Clark:
Chinese architecture student designs a 75 square foot bamboo house –– complete with kitchen, bathroom, laundry, and patio.
The benevolent geniuses over at Walk Score have just released a new tool designed to help city planners figure out whether they’re meeting their walkability goals: ChoiceMaps. In a nutshell, the tool lets you see how many people in your city can walk to schools, grocery stores, restaurants, car/bike shares, or other amenities—and dynamically generates maps of the number of different destinations that residents can choose from, using the most up to date data on the location of each amenity. Planners can use the tool to figure out whether the city is meeting walkability targets—seeing, for example, if there are “food deserts” where city residents can’t walk to a grocery store. But to me, the fascinating thing is to look at the differences among cities. In Seattle, for example, most people are within a 5 minute walk of about 5 restaurants. That’s not bad! Yet in midtown Manhattan, the figure is closer to 85 restaurants—a cornucopia of choices that only a compact urban neighborhood can provide.
For anyone interested in environmental health, here’s a can’t-miss event: an Earth Day celebration for release of Kate Davies’ new book, The Rise of the US Environmental Health Movement. Davies teaches at Antioch University, and her book is, to my knowledge, the first-ever look at the historical roots of a growing social movement that urges North American policymakers to think about the links between environmental quality and human health. The book has its own Facebook page, and Davies will be celebrating the book’s publication on Monday, April 22 (Earth Day) in Seattle, at the iLEAP offices in the Good Shepherd Center in Wallingford. I expect that many of the city’s environmental health luminaries will be on hand to celebrate with her!
Alan:
Sometimes, people ask me how I remain hopeful, given—well—everything. The answer is that action breeds hope. No, action IS hope. And action is breaking out all over the place, as Bill McKibben relates beautifully in his new Rolling Stone piece. “After decades of scant organized response to climate change, a powerful movement is quickly emerging around the country and around the world.”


Problem statement:
Go through the entries below and work out how many lines include "arrow". Answer with the number only.

Segment Start: Input for this task

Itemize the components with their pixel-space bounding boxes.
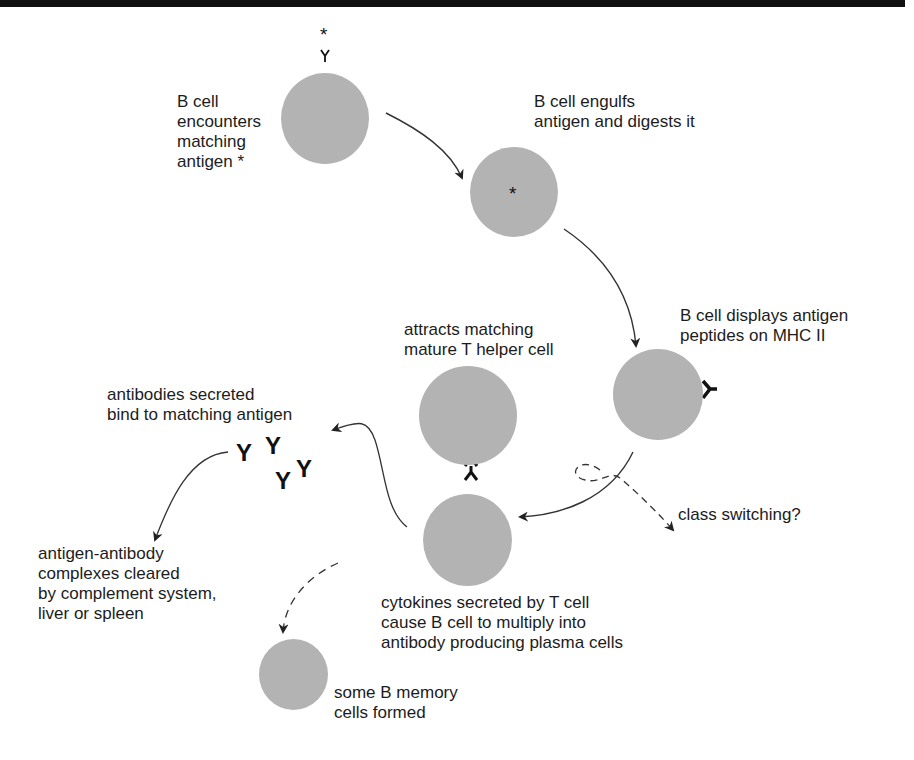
label-b-cell-display: B cell displays antigen peptides on MHC … bbox=[680, 306, 848, 346]
engulfed-antigen-icon: * bbox=[509, 183, 516, 205]
label-b-cell-engulf: B cell engulfs antigen and digests it bbox=[534, 92, 695, 132]
arrow-engulf-to-display bbox=[564, 229, 636, 346]
antibody-icon: Y bbox=[275, 467, 291, 495]
antibody-icon: Y bbox=[296, 455, 312, 483]
t-helper-cell bbox=[419, 366, 517, 465]
antigen-icon: * bbox=[320, 24, 327, 46]
label-class-switching: class switching? bbox=[678, 505, 801, 525]
mhc-receptor bbox=[703, 381, 717, 398]
arrow-plasma-to-antibodies bbox=[333, 423, 407, 527]
label-t-helper: attracts matching mature T helper cell bbox=[404, 320, 554, 360]
b-cell-encounter bbox=[281, 73, 369, 164]
label-antibodies: antibodies secreted bind to matching ant… bbox=[107, 385, 292, 425]
b-cell-activation-diagram: * * Y Y Y Y B cell encounters matching a… bbox=[0, 0, 914, 760]
arrow-encounter-to-engulf bbox=[386, 113, 462, 178]
b-cell-display bbox=[613, 349, 703, 440]
tcr-bond-lower bbox=[465, 466, 477, 480]
antibody-icon: Y bbox=[265, 432, 281, 460]
label-plasma: cytokines secreted by T cell cause B cel… bbox=[381, 593, 623, 653]
label-memory: some B memory cells formed bbox=[334, 683, 458, 723]
antibody-icon: Y bbox=[236, 439, 252, 467]
memory-b-cell bbox=[259, 639, 328, 710]
arrow-plasma-to-memory bbox=[283, 563, 338, 632]
arrow-antibodies-to-complexes bbox=[155, 452, 228, 540]
plasma-b-cell bbox=[423, 494, 512, 586]
bcr-receptor bbox=[321, 50, 329, 62]
arrow-display-to-plasma bbox=[520, 452, 633, 517]
label-complexes: antigen-antibody complexes cleared by co… bbox=[38, 544, 217, 624]
label-b-cell-encounter: B cell encounters matching antigen * bbox=[177, 92, 261, 172]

Segment End: Input for this task

Exercise output:
6